On the day after, sobering lessons from Katrina
USAToday.com
Wed Aug 31, 7:10 AM ET
As the full impact of Hurricane Katrina began to sink in Tuesday - New Orleans flooding, scenes of devastation along the Gulf Coast, a death toll of dozens and rising - perhaps the broadest lesson was the reminder that in the contest of nature vs. man, nature at its most powerful retains the upper hand.
For all the satellites, mass communications and emergency preparedness that seem to convey omniscience and control, our ability to mitigate nature's fury is marginal. That said, some other painful lessons are already clear, and applicable to future disasters:
First impressions can be misleading. Reporters and officials at first reported jubilantly that the old downtown of New Orleans had been spared the worst. But by Tuesday morning, water was flooding in as levees and pumps failed. Officials discussed how to get the people remaining in the city out. The magnitude of the devastation there, and elsewhere along the Gulf Coast, eclipsed Monday's initial assessments.
Even the most sturdy-seeming evacuation centers don't come with guarantees. The Louisiana Superdome, where 10,000 took refuge, had parts of the roof ripped off. "Vertical evacuation" to the upper floors of high-rise hotels, where many hid, didn't work as Katrina shattered windows. "There are no safe havens," was the understatement of Joseph Matthews, local emergency preparedness chief.
Preventive maintenance matters. New Orleans' failure to keep levees and pumps in prime condition is at least partly to blame for the flooding. The same applies for building codes in disaster-prone areas.
There are limits to what emergency services can do. That's an added reason to evacuate when officials give the orders to do so. Some people lost their lives because they didn't evacuate when they could have. Others remained trapped, unable to contact emergency services as phone networks have failed. All place an added burden on thousands of rescuers, including more than 1,600 Mississippi National Guardsmen who have been activated to help.
More lessons will emerge in the days and weeks to come as the full impact sets in of what is shaping up to be the most costly hurricane in U.S. history. Those lessons will surely need to be applied to future disasters; the only question is when.
Will another such storm strike in a year? Five? Thirty? When will that long-predicted killer earthquake hit Los Angeles or San Francisco? What about another tsunami?
They're all nature's secrets.
2 comments:
Although I adore you, your blog makes me want to drink hemlock. Debbie Cassandra.
Laughing ASS off.
Shit, if Reid doesn't get happy soon, I'm a take back the After Eden T-shirt I done brung him from the Creation Museum online store:
"Bring the Darwin fish to its knees with the new After Eden T-shirt! Features the 'Legs that mock, knees that bow' After Eden cartoon. Available in medium, large, extra-large, and double-extra-large."
Those fucking MOCKING LEGS! EVER ONE KNOWS DANG FISH AINT GOT LEGS!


Pictures are not part of the answer. Return the lines from the one containing "Detect and localize" through the end of the data, both included, exactly as they appear.
BEGIN SUPPLIED MATERIAL
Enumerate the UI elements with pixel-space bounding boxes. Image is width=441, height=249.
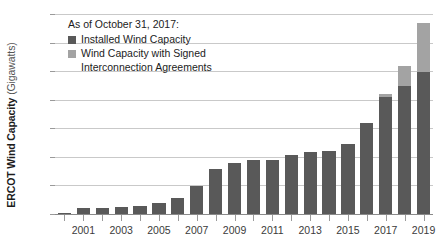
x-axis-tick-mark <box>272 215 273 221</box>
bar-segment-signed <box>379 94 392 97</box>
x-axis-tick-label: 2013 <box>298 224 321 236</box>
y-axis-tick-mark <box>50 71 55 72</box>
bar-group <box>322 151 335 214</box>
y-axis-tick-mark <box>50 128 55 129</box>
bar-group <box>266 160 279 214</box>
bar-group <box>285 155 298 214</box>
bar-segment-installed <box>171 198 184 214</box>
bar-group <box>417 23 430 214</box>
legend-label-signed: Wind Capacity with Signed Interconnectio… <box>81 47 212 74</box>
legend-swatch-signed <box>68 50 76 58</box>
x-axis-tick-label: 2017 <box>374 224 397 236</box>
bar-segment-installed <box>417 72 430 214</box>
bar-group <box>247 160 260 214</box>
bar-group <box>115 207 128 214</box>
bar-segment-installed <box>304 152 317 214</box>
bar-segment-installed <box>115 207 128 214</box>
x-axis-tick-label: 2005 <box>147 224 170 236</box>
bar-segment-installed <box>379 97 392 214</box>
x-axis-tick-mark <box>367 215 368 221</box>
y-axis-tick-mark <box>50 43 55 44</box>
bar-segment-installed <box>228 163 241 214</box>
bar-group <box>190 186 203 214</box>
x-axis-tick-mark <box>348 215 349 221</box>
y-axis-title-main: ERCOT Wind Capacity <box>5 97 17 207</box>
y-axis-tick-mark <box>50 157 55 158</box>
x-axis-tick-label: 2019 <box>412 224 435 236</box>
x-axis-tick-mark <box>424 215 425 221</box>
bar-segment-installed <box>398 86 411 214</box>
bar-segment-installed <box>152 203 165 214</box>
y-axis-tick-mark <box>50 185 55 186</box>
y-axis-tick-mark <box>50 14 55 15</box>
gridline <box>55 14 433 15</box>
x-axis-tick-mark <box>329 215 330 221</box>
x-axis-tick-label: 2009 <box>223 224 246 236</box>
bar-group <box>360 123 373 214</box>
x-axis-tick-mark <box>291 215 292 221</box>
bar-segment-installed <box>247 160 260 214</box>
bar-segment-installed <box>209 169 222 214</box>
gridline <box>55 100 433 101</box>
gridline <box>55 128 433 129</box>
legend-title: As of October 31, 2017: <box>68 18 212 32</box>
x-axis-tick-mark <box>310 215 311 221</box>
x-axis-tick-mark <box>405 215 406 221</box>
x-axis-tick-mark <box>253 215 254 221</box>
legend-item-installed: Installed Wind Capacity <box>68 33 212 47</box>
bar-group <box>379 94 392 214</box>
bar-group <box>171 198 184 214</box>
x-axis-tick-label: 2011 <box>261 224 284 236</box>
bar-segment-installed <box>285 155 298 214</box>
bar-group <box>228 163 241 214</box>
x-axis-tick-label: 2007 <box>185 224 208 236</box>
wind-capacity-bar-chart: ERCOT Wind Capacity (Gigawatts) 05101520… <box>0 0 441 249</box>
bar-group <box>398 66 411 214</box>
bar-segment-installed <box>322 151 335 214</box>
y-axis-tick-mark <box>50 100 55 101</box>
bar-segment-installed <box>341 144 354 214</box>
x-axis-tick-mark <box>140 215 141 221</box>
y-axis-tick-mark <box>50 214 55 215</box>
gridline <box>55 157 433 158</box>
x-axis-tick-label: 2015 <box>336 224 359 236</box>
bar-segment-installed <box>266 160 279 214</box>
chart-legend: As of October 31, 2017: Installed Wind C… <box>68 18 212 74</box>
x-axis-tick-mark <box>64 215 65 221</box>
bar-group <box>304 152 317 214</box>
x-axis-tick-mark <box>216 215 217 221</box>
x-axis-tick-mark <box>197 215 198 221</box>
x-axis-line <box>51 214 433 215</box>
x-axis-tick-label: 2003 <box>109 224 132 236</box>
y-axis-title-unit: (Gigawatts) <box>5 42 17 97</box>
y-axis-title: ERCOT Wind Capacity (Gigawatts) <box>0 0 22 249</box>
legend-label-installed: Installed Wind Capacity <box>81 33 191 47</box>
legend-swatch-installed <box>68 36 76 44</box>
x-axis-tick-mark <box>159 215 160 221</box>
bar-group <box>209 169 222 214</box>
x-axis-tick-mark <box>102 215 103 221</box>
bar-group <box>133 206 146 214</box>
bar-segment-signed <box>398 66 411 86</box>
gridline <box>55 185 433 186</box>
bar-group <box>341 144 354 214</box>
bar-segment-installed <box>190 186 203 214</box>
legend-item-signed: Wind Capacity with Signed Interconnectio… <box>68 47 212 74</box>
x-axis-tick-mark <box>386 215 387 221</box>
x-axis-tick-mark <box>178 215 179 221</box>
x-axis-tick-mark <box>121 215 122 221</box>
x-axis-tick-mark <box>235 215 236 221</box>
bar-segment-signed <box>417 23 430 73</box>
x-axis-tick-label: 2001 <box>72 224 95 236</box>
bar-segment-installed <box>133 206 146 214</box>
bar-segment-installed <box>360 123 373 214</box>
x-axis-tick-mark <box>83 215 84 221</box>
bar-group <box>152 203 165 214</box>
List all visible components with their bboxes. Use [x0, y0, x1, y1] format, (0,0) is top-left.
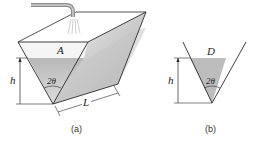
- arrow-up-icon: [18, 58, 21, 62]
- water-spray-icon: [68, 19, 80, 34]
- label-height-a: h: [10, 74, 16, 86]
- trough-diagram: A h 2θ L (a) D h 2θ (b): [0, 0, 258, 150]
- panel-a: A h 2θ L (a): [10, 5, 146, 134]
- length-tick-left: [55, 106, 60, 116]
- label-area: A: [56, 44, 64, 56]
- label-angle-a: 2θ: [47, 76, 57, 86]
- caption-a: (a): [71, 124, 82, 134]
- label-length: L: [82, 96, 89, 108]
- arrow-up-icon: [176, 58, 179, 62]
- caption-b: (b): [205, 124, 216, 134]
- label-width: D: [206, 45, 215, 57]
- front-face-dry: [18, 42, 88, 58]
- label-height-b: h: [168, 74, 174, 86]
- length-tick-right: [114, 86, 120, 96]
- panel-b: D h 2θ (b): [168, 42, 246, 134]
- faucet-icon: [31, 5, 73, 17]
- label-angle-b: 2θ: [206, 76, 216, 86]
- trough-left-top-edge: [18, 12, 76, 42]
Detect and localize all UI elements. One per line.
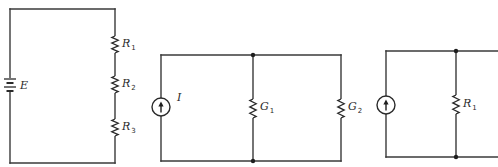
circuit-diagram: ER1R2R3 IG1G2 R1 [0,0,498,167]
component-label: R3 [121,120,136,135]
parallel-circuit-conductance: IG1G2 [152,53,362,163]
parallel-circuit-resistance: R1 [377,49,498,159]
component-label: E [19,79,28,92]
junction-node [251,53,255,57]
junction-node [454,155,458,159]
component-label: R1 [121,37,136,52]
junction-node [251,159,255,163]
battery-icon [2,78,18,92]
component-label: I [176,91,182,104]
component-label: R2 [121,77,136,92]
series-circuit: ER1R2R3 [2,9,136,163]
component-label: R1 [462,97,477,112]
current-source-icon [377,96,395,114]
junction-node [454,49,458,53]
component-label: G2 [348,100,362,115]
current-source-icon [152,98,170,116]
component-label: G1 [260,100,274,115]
END SUPPLIED MATERIAL
*SOLUTION TO THIS TASK*
Detect and localize all UI elements. One per line.
circuit-diagram: ER1R2R3 IG1G2 R1 [0,0,498,167]
component-label: R3 [121,120,136,135]
parallel-circuit-conductance: IG1G2 [152,53,362,163]
parallel-circuit-resistance: R1 [377,49,498,159]
component-label: E [19,79,28,92]
junction-node [251,53,255,57]
junction-node [454,155,458,159]
component-label: R1 [121,37,136,52]
junction-node [251,159,255,163]
battery-icon [2,78,18,92]
component-label: I [176,91,182,104]
component-label: R2 [121,77,136,92]
series-circuit: ER1R2R3 [2,9,136,163]
component-label: R1 [462,97,477,112]
current-source-icon [377,96,395,114]
junction-node [454,49,458,53]
component-label: G2 [348,100,362,115]
current-source-icon [152,98,170,116]
component-label: G1 [260,100,274,115]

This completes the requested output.